Conclusion: Better Multi-Topic Ticket Assignments
Mastering multi-topic ticket assignments can completely change the game for your support team. By tapping into Zendesk's advanced features - like triggers, custom workflows, and priority-based routing - you can build a system that works smarter, not harder.
For instance, skills-based routing has been shown to increase first-contact resolution rates to an impressive 90%. Companies that implement these strategies successfully have also reported a 73% drop in first reply time and a 9% boost in customer satisfaction. These numbers highlight how strategic routing not only streamlines operations but also cuts down on manual effort.
Considering that employees spend nearly 22% of their time on repetitive tasks, automation becomes a must. Freeing up your team from these tasks allows them to focus on solving more complex issues. To keep things running smoothly, it’s important to regularly review and tweak your triggers and workflows. This ensures your routing logic continues to align with your business goals and customer needs.
A well-designed multi-topic ticket routing system delivers faster resolutions, evenly distributes workloads, and keeps customers happier. With 76% of customers wanting personalized experiences, a strong routing setup can give you a competitive edge by making every interaction feel efficient and tailored.
Start with the basics: clear routing rules, automated tagging, and priority scoring. Once your team gets the hang of it, you can expand and refine the system. The end result? A customer support operation that scales seamlessly while still delivering the personal touch your customers expect.
FAQs
How can I set up workflows in Zendesk to assign tickets with multiple topics to the right team?
To handle tickets spanning various topics in Zendesk effectively, you can implement custom workflows with triggers and automations.
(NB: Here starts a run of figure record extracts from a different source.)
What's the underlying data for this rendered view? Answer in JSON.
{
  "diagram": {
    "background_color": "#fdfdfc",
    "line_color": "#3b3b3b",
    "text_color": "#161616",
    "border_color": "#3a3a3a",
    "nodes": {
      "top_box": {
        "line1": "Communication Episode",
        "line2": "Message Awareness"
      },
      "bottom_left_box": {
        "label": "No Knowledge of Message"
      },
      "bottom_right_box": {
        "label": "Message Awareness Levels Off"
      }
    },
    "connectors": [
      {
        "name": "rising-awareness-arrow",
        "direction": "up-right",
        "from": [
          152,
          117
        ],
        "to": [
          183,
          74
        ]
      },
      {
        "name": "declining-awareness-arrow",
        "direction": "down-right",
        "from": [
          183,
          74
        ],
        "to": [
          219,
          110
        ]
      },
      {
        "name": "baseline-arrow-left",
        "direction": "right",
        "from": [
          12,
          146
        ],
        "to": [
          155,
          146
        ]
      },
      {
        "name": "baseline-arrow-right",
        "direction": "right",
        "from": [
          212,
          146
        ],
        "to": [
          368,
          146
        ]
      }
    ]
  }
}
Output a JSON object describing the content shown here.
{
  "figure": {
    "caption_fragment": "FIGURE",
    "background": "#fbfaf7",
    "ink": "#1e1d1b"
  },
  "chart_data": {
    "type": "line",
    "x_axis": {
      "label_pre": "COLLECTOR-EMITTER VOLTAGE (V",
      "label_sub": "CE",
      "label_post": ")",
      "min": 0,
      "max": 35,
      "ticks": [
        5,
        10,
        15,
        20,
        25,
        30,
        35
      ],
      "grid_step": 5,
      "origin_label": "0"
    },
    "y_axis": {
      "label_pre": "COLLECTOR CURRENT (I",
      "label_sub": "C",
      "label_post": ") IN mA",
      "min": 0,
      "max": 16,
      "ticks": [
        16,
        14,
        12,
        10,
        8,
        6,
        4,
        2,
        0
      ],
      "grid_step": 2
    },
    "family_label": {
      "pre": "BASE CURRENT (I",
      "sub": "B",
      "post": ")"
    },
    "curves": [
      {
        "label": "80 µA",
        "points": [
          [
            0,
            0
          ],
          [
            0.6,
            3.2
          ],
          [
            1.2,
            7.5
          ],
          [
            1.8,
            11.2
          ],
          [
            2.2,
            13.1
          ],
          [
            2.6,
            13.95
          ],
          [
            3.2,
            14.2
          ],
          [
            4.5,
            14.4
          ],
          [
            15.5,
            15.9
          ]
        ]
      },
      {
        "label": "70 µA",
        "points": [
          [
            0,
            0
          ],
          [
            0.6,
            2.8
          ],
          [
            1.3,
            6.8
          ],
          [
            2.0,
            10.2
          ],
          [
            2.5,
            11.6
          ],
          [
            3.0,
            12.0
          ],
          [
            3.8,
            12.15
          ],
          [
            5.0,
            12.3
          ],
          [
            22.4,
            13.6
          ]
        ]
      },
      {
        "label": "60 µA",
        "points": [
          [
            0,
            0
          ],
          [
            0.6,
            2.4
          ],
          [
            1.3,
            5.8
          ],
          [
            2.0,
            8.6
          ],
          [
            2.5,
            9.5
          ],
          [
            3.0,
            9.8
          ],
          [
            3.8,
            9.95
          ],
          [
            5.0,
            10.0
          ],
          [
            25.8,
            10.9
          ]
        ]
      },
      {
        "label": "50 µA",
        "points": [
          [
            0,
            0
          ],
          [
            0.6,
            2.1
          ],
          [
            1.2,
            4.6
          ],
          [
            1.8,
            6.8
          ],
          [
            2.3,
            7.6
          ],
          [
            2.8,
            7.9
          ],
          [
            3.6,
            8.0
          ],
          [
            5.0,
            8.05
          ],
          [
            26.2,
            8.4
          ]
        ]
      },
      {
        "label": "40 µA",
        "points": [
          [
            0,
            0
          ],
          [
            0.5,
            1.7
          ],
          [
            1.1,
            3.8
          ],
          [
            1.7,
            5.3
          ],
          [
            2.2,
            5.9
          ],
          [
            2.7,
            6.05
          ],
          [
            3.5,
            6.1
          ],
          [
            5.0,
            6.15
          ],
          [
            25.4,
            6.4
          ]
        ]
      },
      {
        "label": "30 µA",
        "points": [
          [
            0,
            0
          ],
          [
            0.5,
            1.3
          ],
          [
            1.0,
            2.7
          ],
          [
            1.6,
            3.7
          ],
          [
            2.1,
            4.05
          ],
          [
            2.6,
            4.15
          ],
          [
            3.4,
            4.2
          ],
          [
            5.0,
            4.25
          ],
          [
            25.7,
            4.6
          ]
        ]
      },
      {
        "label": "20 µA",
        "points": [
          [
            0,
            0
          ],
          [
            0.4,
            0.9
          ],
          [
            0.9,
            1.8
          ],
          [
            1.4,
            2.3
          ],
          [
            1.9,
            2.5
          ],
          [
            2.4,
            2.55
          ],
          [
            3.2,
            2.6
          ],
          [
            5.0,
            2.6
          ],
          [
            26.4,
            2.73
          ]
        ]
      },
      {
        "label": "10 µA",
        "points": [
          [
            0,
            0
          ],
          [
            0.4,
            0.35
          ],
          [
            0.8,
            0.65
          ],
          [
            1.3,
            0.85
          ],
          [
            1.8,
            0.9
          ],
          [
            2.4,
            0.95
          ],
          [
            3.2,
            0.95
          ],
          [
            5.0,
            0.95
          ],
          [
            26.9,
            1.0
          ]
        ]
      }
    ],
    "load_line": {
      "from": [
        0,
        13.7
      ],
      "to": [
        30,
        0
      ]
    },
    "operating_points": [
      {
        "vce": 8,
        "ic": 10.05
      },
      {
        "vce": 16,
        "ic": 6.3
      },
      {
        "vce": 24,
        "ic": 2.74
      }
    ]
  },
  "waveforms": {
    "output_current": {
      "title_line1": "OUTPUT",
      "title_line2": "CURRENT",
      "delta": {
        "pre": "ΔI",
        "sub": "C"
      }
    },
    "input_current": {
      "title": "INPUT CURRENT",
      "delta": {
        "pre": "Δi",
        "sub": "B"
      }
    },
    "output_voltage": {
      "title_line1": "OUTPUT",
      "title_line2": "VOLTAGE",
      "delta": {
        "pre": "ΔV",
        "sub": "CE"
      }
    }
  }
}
For instance, set up triggers that automatically assign tickets to the appropriate teams based on keywords, tags, or other specific criteria. This way, the right team gets notified instantly, cutting down delays and boosting customer satisfaction.
Another powerful tool is skills-based routing, which directs tickets to agents with the right expertise for the issue at hand. This not only speeds up resolution times but also ensures customers get high-quality support tailored to their needs. Make it a habit to regularly review and tweak your workflows to adapt to changing customer demands and keep operations running smoothly.
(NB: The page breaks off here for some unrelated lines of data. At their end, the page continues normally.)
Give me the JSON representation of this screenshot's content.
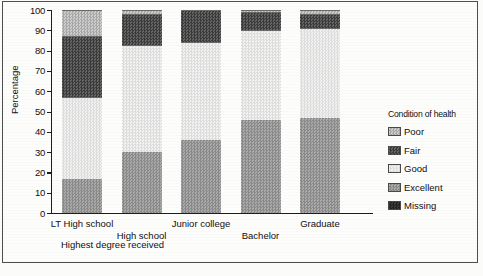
{
  "chart_data": {
    "type": "bar",
    "subtype": "stacked-bar-100",
    "title": "",
    "xlabel": "Highest degree received",
    "ylabel": "Percentage",
    "ylim": [
      0,
      100
    ],
    "yticks": [
      0,
      10,
      20,
      30,
      40,
      50,
      60,
      70,
      80,
      90,
      100
    ],
    "grid": false,
    "legend_position": "right",
    "legend_title": "Condition of health",
    "categories": [
      "LT High school",
      "High school",
      "Junior college",
      "Bachelor",
      "Graduate"
    ],
    "stack_order_bottom_to_top": [
      "Excellent",
      "Good",
      "Fair",
      "Poor"
    ],
    "series": [
      {
        "name": "Poor",
        "values": [
          13,
          2,
          0,
          1,
          2
        ]
      },
      {
        "name": "Fair",
        "values": [
          30,
          15,
          16,
          9,
          7
        ]
      },
      {
        "name": "Good",
        "values": [
          40,
          53,
          48,
          44,
          44
        ]
      },
      {
        "name": "Excellent",
        "values": [
          17,
          30,
          36,
          46,
          47
        ]
      },
      {
        "name": "Missing",
        "values": [
          0,
          0,
          0,
          0,
          0
        ]
      }
    ],
    "cumulative_tops": {
      "LT High school": {
        "Excellent": 17,
        "Good": 57,
        "Fair": 87,
        "Poor": 100
      },
      "High school": {
        "Excellent": 30,
        "Good": 83,
        "Fair": 98,
        "Poor": 100
      },
      "Junior college": {
        "Excellent": 36,
        "Good": 84,
        "Fair": 100,
        "Poor": 100
      },
      "Bachelor": {
        "Excellent": 46,
        "Good": 90,
        "Fair": 99,
        "Poor": 100
      },
      "Graduate": {
        "Excellent": 47,
        "Good": 91,
        "Fair": 98,
        "Poor": 100
      }
    }
  },
  "axis": {
    "y_title": "Percentage",
    "x_title": "Highest degree received",
    "y_tick_labels": [
      "100",
      "90",
      "80",
      "70",
      "60",
      "50",
      "40",
      "30",
      "20",
      "10",
      "0"
    ]
  },
  "categories": [
    {
      "label": "LT High school",
      "row": 0
    },
    {
      "label": "High school",
      "row": 1
    },
    {
      "label": "Junior college",
      "row": 0
    },
    {
      "label": "Bachelor",
      "row": 1
    },
    {
      "label": "Graduate",
      "row": 0
    }
  ],
  "legend": {
    "title": "Condition of health",
    "items": [
      {
        "label": "Poor",
        "pattern": "p-poor",
        "color": "#b9b9b9"
      },
      {
        "label": "Fair",
        "pattern": "p-fair",
        "color": "#4f4f4f"
      },
      {
        "label": "Good",
        "pattern": "p-good",
        "color": "#e8e8e6"
      },
      {
        "label": "Excellent",
        "pattern": "p-excellent",
        "color": "#9a9a9a"
      },
      {
        "label": "Missing",
        "pattern": "p-missing",
        "color": "#2e2e2e"
      }
    ]
  },
  "colors": {
    "axis": "#1d1d1d",
    "text": "#101010",
    "frame": "#4d4d4d",
    "background": "#fdfdfc"
  }
}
What are the main advantages of using custom ticket routing instead of Zendesk's default system?
Custom ticket routing brings a range of benefits compared to Zendesk's default system:
- Improved efficiency: Tickets can be routed based on factors like agent expertise, workload, or priority, ensuring they reach the right person quickly for faster resolution.
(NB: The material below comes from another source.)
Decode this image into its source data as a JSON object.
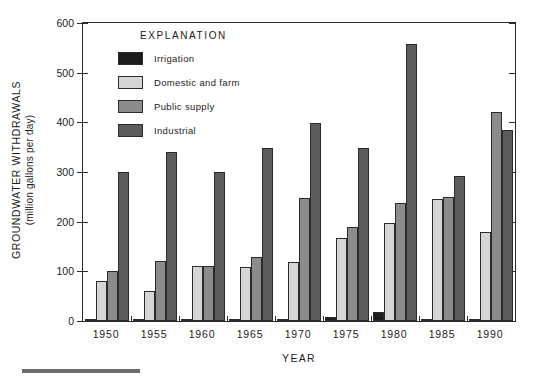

- Customized workflows: Businesses can design routing rules that match their specific processes, making workflows more adaptable to their needs.
- Enhanced customer experience: Assigning tickets accurately ensures that the most suitable agent handles the issue, leading to quicker solutions and happier customers.
These advantages not only streamline operations but also encourage smoother collaboration across teams, making custom routing an essential tool for handling complex ticketing scenarios effectively.
How can priority scoring help manage tickets involving multiple topics effectively?
Priority scoring allows support teams to tackle tickets with multiple topics by evaluating their urgency and impact using set criteria. This method ensures that the most pressing issues are resolved first, leading to quicker solutions and happier customers.
By categorizing tickets with priority levels, teams can allocate resources more effectively, balance workloads, and uphold strong service standards. It also simplifies teamwork, making sure even complicated, multi-topic requests are handled promptly and systematically.